November 13, 2003

new SUV? (old rattletrap?)

The NY Times notes today that a Cuban American businessman is trying to set up a dealership network in the States to sell a Romanian SUV, the Aro, renamed the Cross Lander.

It appears he's trying to market it as a small-size off-road vehicle (although bigger than compact crossover ones), for people who want something that looks like a older Jeep or Land Rover (i.e., 25 y.o. styling) and has few frills. Price is to be less than $20K.

I took a look at the video on the company website Cross Lander. It looked like the vehicle could go up and down short steep inclines on sandy soil, but the bobbling of the body/chassis as it went over deep ruts gave me the impression that it might be easily subsceptible to roll-over.

So far, I haven't found that many reviews posted on the web. A few brief ones, from a UK site, (going back to '89) have been favorable in terms of it's off-road capability. So maybe it handles better than it looks.

I must confess to being generally ignorant as to how off-road vehicles look as they're driving in the rough. This despite having spent weeks on end riding off-road in a HMMWV (known to consumers as the Hummer).

Meanwhile, the NY Times article ends with remarks by an automotive publication editor:

"I keep thinking the S.U.V. market is too saturated for whimsical new entrants but then something like this Romanian model comes along," said Karl Brauer, editor in chief of Edmunds.com, a company in Santa Monica, Calif., that publishes automobile pricing information. "It goes to show that comfort, mileage -- all of that is irrelevant. What matters most is image."

I also ran across another comment about the vehicle in an article I happened to recently read in the July/August 03 issue of the Atlantic Monthly. It's an article about the bear preserves or "farms" that were developed in Romania to cater to the hunting whims of dictator, Ceausescu:

"One district competed against another for his visits, offering big bears and rack-heavy stags as easy targets for his expensive imported rifles. For a typical hunt Ceausescu would fly in by helicopter, landing on a pad cleared within the hunting area.
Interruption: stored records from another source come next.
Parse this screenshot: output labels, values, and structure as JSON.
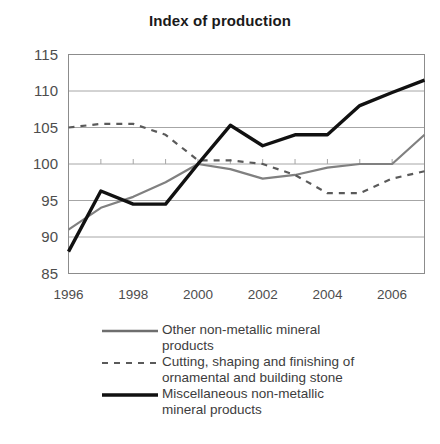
{
  "chart_data": {
    "type": "line",
    "title": "Index of production",
    "xlabel": "",
    "ylabel": "",
    "x": [
      1996,
      1997,
      1998,
      1999,
      2000,
      2001,
      2002,
      2003,
      2004,
      2005,
      2006,
      2007
    ],
    "xtick_labels": [
      "1996",
      "1998",
      "2000",
      "2002",
      "2004",
      "2006"
    ],
    "xtick_values": [
      1996,
      1998,
      2000,
      2002,
      2004,
      2006
    ],
    "ytick_labels": [
      "115",
      "110",
      "105",
      "100",
      "95",
      "90",
      "85"
    ],
    "ytick_values": [
      115,
      110,
      105,
      100,
      95,
      90,
      85
    ],
    "ylim": [
      85,
      115
    ],
    "xlim": [
      1996,
      2007
    ],
    "grid": true,
    "grid_axis": "y",
    "legend_position": "below",
    "series": [
      {
        "name": "Other non-metallic mineral products",
        "key": "other-non-metallic",
        "style": "solid-thin",
        "color": "#808080",
        "width": 2.2,
        "values": [
          91.0,
          94.0,
          95.5,
          97.5,
          100.0,
          99.3,
          98.0,
          98.5,
          99.5,
          100.0,
          100.0,
          104.0
        ]
      },
      {
        "name": "Cutting, shaping and finishing of ornamental and building stone",
        "key": "cutting-shaping-finishing",
        "style": "dashed",
        "color": "#5a5a5a",
        "width": 2.2,
        "values": [
          105.0,
          105.5,
          105.5,
          104.0,
          100.5,
          100.5,
          100.0,
          98.5,
          96.0,
          96.0,
          98.0,
          99.0
        ]
      },
      {
        "name": "Miscellaneous non-metallic mineral products",
        "key": "miscellaneous-non-metallic",
        "style": "solid-thick",
        "color": "#111111",
        "width": 3.4,
        "values": [
          88.0,
          96.3,
          94.5,
          94.5,
          100.0,
          105.3,
          102.5,
          104.0,
          104.0,
          108.0,
          109.8,
          111.5
        ]
      }
    ]
  },
  "legend": {
    "entries": [
      {
        "label_line1": "Other non-metallic mineral",
        "label_line2": "products",
        "label": "Other non-metallic mineral products"
      },
      {
        "label_line1": "Cutting, shaping and finishing of",
        "label_line2": "ornamental and building stone",
        "label": "Cutting, shaping and finishing of ornamental and building stone"
      },
      {
        "label_line1": "Miscellaneous non-metallic",
        "label_line2": "mineral products",
        "label": "Miscellaneous non-metallic mineral products"
      }
    ]
  },
  "colors": {
    "frame": "#8c8c8c",
    "grid": "#a6a6a6",
    "text": "#4d4d4d",
    "title": "#1a1a1a"
  }
}
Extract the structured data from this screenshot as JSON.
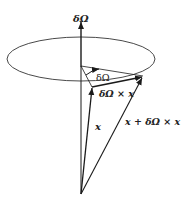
{
  "diagram": {
    "labels": {
      "axis": "δΩ",
      "angle": "δΩ",
      "cross": "δΩ × x",
      "vector_x": "x",
      "vector_sum": "x + δΩ × x"
    },
    "colors": {
      "stroke": "#1a1a1a",
      "background": "#ffffff"
    }
  }
}
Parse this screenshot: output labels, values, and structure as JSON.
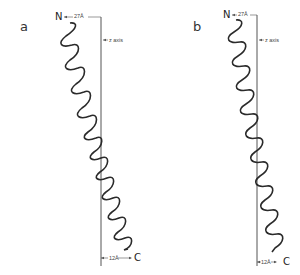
{
  "figure": {
    "panels": [
      {
        "label": "a",
        "n_terminus": "N",
        "c_terminus": "C",
        "top_distance": "27Å",
        "bottom_distance": "12Å",
        "axis_label": "z axis"
      },
      {
        "label": "b",
        "n_terminus": "N",
        "c_terminus": "C",
        "top_distance": "27Å",
        "bottom_distance": "12Å",
        "axis_label": "z axis"
      }
    ],
    "colors": {
      "line": "#333333",
      "background": "#ffffff"
    }
  }
}
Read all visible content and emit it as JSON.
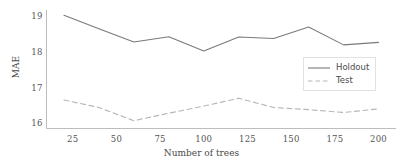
{
  "chart_data": {
    "type": "line",
    "title": "",
    "xlabel": "Number of trees",
    "ylabel": "MAE",
    "xlim": [
      10,
      210
    ],
    "ylim": [
      15.85,
      19.18
    ],
    "xticks": [
      25,
      50,
      75,
      100,
      125,
      150,
      175,
      200
    ],
    "yticks": [
      16,
      17,
      18,
      19
    ],
    "xtick_labels": [
      "25",
      "50",
      "75",
      "100",
      "125",
      "150",
      "175",
      "200"
    ],
    "ytick_labels": [
      "16",
      "17",
      "18",
      "19"
    ],
    "grid": false,
    "legend_position": "center-right",
    "x": [
      20,
      40,
      60,
      80,
      100,
      120,
      140,
      160,
      180,
      200
    ],
    "series": [
      {
        "name": "Holdout",
        "style": "solid",
        "color": "#7a7a7a",
        "values": [
          19.03,
          18.65,
          18.28,
          18.43,
          18.03,
          18.42,
          18.38,
          18.7,
          18.2,
          18.27
        ]
      },
      {
        "name": "Test",
        "style": "dashed",
        "color": "#b6b6b6",
        "values": [
          16.65,
          16.44,
          16.07,
          16.28,
          16.48,
          16.7,
          16.44,
          16.38,
          16.3,
          16.4
        ]
      }
    ]
  },
  "legend": {
    "entries": [
      {
        "label": "Holdout",
        "style": "solid"
      },
      {
        "label": "Test",
        "style": "dashed"
      }
    ]
  },
  "colors": {
    "holdout_line": "#7a7a7a",
    "test_line": "#b6b6b6",
    "axis": "#bdbdbd",
    "tick_text": "#555555",
    "background": "#ffffff"
  }
}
From there he'd be taken by rough-terrain vehicle (in earlier years he favored Jeeps; later a Russian make, the Gaz; and still later a rattletrap Romanian imitation, the Aro)..."

Hmmm. This raises some questions.
How far removed from the Gaz is the Cross Lander? (The drive train will be completely different.) What was the reputation of the Gaz? And how does the Aro compare to the Gaz?